LitCharts assigns a color and icon to each theme in Kafka on the Shore, which you can use to track the themes throughout the work.
The Mind vs. The Body
Fate and Prophecy
The Virtues of Self-Sufficiency
Music and Introspection
Summary
Analysis
Kafka suddenly wakes up lying on the damp ground beneath a bush on the grounds of a Shinto shrine. In a panic, he realizes he has no memory of the past few hours. The front of his shirt is covered in blood, and it doesn’t seem to be his own. In his head, Crow tells Kafka to calm down and plan his next steps. With effort, he calms down and calls Sakura, then takes a cab to her apartment.

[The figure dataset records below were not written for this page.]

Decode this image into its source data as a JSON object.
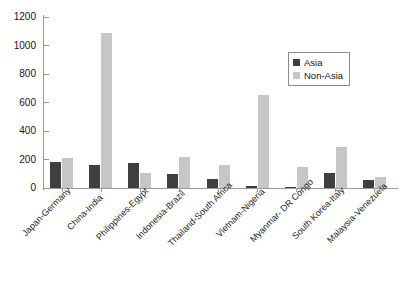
{
  "chart_data": {
    "type": "bar",
    "title": "",
    "subtitle": "",
    "xlabel": "",
    "ylabel": "",
    "ylim": [
      0,
      1200
    ],
    "ytick_step": 200,
    "yticks": [
      1200,
      1000,
      800,
      600,
      400,
      200,
      0
    ],
    "grid": false,
    "legend_position": "top-right",
    "categories": [
      "Japan-Germany",
      "China-India",
      "Philippines-Egypt",
      "Indonesia-Brazil",
      "Thailand-South Africa",
      "Vietnam-Nigeria",
      "Myanmar- DR Congo",
      "South Korea-Italy",
      "Malaysia-Venezuela"
    ],
    "series": [
      {
        "name": "Asia",
        "color": "#3f3f3f",
        "values": [
          180,
          160,
          175,
          95,
          65,
          15,
          8,
          105,
          55
        ]
      },
      {
        "name": "Non-Asia",
        "color": "#c6c6c6",
        "values": [
          210,
          1090,
          105,
          220,
          165,
          655,
          150,
          285,
          75
        ]
      }
    ]
  },
  "legend": {
    "items": [
      {
        "label": "Asia",
        "color": "#3f3f3f"
      },
      {
        "label": "Non-Asia",
        "color": "#c6c6c6"
      }
    ]
  },
  "axis": {
    "y_tick_labels": [
      "1200",
      "1000",
      "800",
      "600",
      "400",
      "200",
      "0"
    ]
  }
}
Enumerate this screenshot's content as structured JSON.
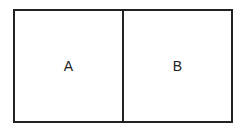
{
  "diagram": {
    "cells": [
      {
        "label": "A"
      },
      {
        "label": "B"
      }
    ],
    "colors": {
      "stroke": "#222222",
      "background": "#ffffff"
    }
  }
}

When Kafka wakes up in a strange place with no memory of the past few hours, it seems to confirm his fear that there is an unknown, dangerous “mechanism” within him operating outside of his control. Kafka calls on his imagined persona Crow to help him be strong and calm, a coping mechanism he frequently employs. Kafka also recognizes that he can’t face this problem alone, and so calls on Sakura, marking the beginning of an evolution of his ideas about self-sufficiency and independence.
Active
Themes
Kafka and Sakura discuss the blood on his shirt. Kafka worries that he has committed a horrible crime while unconscious, a crime he will be responsible for even if he can’t remember it. But Sakura encourages him not to jump to conclusions. Kafka reluctantly reveals to Sakura that he ran away from home, and she tells him her own story of running away as a teenager. Kafka is comforted, and glad that he has someone he can count on, but he still feels like he can’t tell her—or anyone—about the omen that drove him away from home.
Kafka’s fear that he may have committed a crime while unconscious is one of the many examples of ways in which he feels his body is disconnected from his mind and acting out his subconscious desires. But Sakura, reasonably, points out that such a division is unlikely.